On May 21, the U.S. Supreme Court decided that employment agreements that require individual arbitration of wage-and-hour disputes and prohibit joint actions by employees against their employers must be enforced under the Federal Arbitration Act (FAA), 9 U.S.C. § 1 (1925). Epic Systems Corp. v. Lewis, No. 16-285 (May 21, 2018) (and two other cases). The Court rejected plaintiffs’ argument that the policy of the National Labor Relations Act (NLRA), to permit “concerted” activity“ by employees to enforce labor rights, should control over the FAA in employment contract cases. The Court’s ruling expands on earlier decisions that consumer and commercial contracts containing arbitration and class action waiver clauses are binding, and should be kept free from “judicial interference.” See, e.g., AT&T Mobility, LLC v. Concepcion, 563 U.S. 333 (2011); American Exp. Co. v. Italian Colors Restaurant, 570 U.S. 228 (2013).
Justice Gorsuch’s opinion concluded that the FLRA, enacted after the FAA, had not carved out an exception for employment contracts from the FAA’s policy favoring arbitration clauses, because there is a “strong presumption that repeals by implication are disfavored and that Congress will specifically address preexisting law when it wishes to suspend its normal operations in a later statute.” Epic Systems Corp. v. Lewis, slip op. at *8 (quotation marks and citations omitted).
Justice Ginsburg read a strongly-worded dissent from the bench. She called the Court’s decision “egregiously wrong,” noting that the extreme imbalance between employers’ and employees’ bargaining power in U.S. workplaces prompted Congress’s passage of the Norris-LaGuardia Act, 29 U.S.C. 101, and subsequently the NLRA, to protect the rights of individual workers by giving them the capacity to “act collectively in order to match their employers’ clout in setting terms and conditions of employment.” Epic Systems Corp. v. Lewis, slip op. at *20 (Ginsburg, J., dissenting). Despite the NLRA’s mandate that it is an unfair labor practice “to interfere with, restrain, or coerce employees,” however, the employers in the cases before the Court required employees to sign agreements to submit wage-and-hours claims to binding arbitration, without an opportunity even to jointly arbitrate their claims. For over 75 years, she said, the National Labor Relations Board has held that the NLRA safeguards employees from employer interference when they pursue joint, collective, and class suits related to the conditions of their employment. Justice Ginsburg even said she “would further hold that employer-dictated collective-litigation stoppers, i.e., waivers, are unlawful.” She concluded:
[T]he edict that employees with wage and hours claims may seek relief only one-by-one does not come from Congress. It is the result of take-it-or-leave-it labor contracts harking back to the type called “yellow dog,” and of the readiness of this Court to enforce those unbargained-for agreements.
Slip op. at *32.
Related Reading:
A 2017 study found that 80% of the country’s 100 biggest companies use mandatory arbitration clauses in employment paperwork to force employees to use a private forum to settle potential disputes. Megan Leonhardt, Getting Screwed at Work? The Sneaky Way You May Have Given Up Your Right to Sue, Money, Sept. 27, 2017.
In July 2017, the Consumer Financial Protection Bureau (CFPB) announced a rule to ban companies from using mandatory arbitration clauses in consumer financial products like credit cards and bank accounts. On Nov. 1, 2017, the President signed a joint resolution passed by Congress disapproving the Arbitration Agreements Rule under the Congressional Review Act (CRA). Statement of the Bureau of Consumer Financial Protection on Enactment of S.J. Resolution 57.
Adam Liptak, Supreme Court Upholds Workplace Arbitration Contracts Barring Class Actions, N.Y. Times, Business Day, May 21, 2018.
Laurence E. Dube, Companies Get Green Light to Use Class Action Waivers, BNA’s Health Care Daily Report, May 22, 2018.
Lydia Wheeler, Supreme Court Upholds Agreements That Prevent Employee Class-Action Suits, The Hill, May 21, 2018.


__Activity__. Each record is to be written out exactly as it appears.
START Task input
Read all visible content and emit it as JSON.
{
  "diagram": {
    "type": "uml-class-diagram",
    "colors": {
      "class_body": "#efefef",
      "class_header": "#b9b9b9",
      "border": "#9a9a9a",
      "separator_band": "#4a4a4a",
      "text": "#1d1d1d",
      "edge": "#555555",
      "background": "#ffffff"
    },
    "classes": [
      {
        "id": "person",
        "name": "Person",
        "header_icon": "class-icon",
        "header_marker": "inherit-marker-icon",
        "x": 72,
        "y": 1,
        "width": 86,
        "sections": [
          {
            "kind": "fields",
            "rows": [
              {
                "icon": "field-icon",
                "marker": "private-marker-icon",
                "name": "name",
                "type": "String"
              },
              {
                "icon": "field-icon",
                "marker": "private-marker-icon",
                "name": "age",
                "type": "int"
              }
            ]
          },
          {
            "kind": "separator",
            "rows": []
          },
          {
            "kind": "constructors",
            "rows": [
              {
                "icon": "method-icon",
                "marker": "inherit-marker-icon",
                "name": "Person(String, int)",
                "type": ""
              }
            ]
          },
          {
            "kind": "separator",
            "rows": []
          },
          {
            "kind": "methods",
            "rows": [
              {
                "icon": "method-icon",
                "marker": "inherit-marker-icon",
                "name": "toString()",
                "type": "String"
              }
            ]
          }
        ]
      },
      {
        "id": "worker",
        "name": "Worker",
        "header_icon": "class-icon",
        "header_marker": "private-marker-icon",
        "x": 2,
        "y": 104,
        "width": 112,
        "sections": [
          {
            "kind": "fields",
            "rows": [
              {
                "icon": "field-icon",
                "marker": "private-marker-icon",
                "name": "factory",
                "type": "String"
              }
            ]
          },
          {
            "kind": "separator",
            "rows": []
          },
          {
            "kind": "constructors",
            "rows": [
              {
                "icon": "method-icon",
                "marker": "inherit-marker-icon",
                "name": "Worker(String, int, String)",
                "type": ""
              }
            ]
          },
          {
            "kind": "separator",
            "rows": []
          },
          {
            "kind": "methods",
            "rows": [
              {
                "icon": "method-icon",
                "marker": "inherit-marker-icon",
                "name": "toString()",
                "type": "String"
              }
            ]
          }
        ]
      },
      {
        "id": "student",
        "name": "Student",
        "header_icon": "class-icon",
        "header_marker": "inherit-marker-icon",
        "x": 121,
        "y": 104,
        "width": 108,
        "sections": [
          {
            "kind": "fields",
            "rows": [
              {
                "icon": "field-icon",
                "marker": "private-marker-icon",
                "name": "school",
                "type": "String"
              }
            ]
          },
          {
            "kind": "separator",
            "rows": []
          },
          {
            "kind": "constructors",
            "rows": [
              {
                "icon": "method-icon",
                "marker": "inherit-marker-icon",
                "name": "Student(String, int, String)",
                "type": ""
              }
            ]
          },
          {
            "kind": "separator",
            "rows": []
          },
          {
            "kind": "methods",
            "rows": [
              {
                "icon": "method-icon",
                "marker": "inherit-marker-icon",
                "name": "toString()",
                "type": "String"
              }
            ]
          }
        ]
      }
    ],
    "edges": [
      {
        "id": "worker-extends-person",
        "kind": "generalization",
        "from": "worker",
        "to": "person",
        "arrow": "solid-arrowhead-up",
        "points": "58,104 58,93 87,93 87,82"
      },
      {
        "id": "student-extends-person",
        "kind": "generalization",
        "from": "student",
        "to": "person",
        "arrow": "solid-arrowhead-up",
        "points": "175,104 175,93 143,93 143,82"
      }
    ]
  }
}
END Task input
__Completed exercise__.
Read all visible content and emit it as JSON.
{
  "diagram": {
    "type": "uml-class-diagram",
    "colors": {
      "class_body": "#efefef",
      "class_header": "#b9b9b9",
      "border": "#9a9a9a",
      "separator_band": "#4a4a4a",
      "text": "#1d1d1d",
      "edge": "#555555",
      "background": "#ffffff"
    },
    "classes": [
      {
        "id": "person",
        "name": "Person",
        "header_icon": "class-icon",
        "header_marker": "inherit-marker-icon",
        "x": 72,
        "y": 1,
        "width": 86,
        "sections": [
          {
            "kind": "fields",
            "rows": [
              {
                "icon": "field-icon",
                "marker": "private-marker-icon",
                "name": "name",
                "type": "String"
              },
              {
                "icon": "field-icon",
                "marker": "private-marker-icon",
                "name": "age",
                "type": "int"
              }
            ]
          },
          {
            "kind": "separator",
            "rows": []
          },
          {
            "kind": "constructors",
            "rows": [
              {
                "icon": "method-icon",
                "marker": "inherit-marker-icon",
                "name": "Person(String, int)",
                "type": ""
              }
            ]
          },
          {
            "kind": "separator",
            "rows": []
          },
          {
            "kind": "methods",
            "rows": [
              {
                "icon": "method-icon",
                "marker": "inherit-marker-icon",
                "name": "toString()",
                "type": "String"
              }
            ]
          }
        ]
      },
      {
        "id": "worker",
        "name": "Worker",
        "header_icon": "class-icon",
        "header_marker": "private-marker-icon",
        "x": 2,
        "y": 104,
        "width": 112,
        "sections": [
          {
            "kind": "fields",
            "rows": [
              {
                "icon": "field-icon",
                "marker": "private-marker-icon",
                "name": "factory",
                "type": "String"
              }
            ]
          },
          {
            "kind": "separator",
            "rows": []
          },
          {
            "kind": "constructors",
            "rows": [
              {
                "icon": "method-icon",
                "marker": "inherit-marker-icon",
                "name": "Worker(String, int, String)",
                "type": ""
              }
            ]
          },
          {
            "kind": "separator",
            "rows": []
          },
          {
            "kind": "methods",
            "rows": [
              {
                "icon": "method-icon",
                "marker": "inherit-marker-icon",
                "name": "toString()",
                "type": "String"
              }
            ]
          }
        ]
      },
      {
        "id": "student",
        "name": "Student",
        "header_icon": "class-icon",
        "header_marker": "inherit-marker-icon",
        "x": 121,
        "y": 104,
        "width": 108,
        "sections": [
          {
            "kind": "fields",
            "rows": [
              {
                "icon": "field-icon",
                "marker": "private-marker-icon",
                "name": "school",
                "type": "String"
              }
            ]
          },
          {
            "kind": "separator",
            "rows": []
          },
          {
            "kind": "constructors",
            "rows": [
              {
                "icon": "method-icon",
                "marker": "inherit-marker-icon",
                "name": "Student(String, int, String)",
                "type": ""
              }
            ]
          },
          {
            "kind": "separator",
            "rows": []
          },
          {
            "kind": "methods",
            "rows": [
              {
                "icon": "method-icon",
                "marker": "inherit-marker-icon",
                "name": "toString()",
                "type": "String"
              }
            ]
          }
        ]
      }
    ],
    "edges": [
      {
        "id": "worker-extends-person",
        "kind": "generalization",
        "from": "worker",
        "to": "person",
        "arrow": "solid-arrowhead-up",
        "points": "58,104 58,93 87,93 87,82"
      },
      {
        "id": "student-extends-person",
        "kind": "generalization",
        "from": "student",
        "to": "person",
        "arrow": "solid-arrowhead-up",
        "points": "175,104 175,93 143,93 143,82"
      }
    ]
  }
}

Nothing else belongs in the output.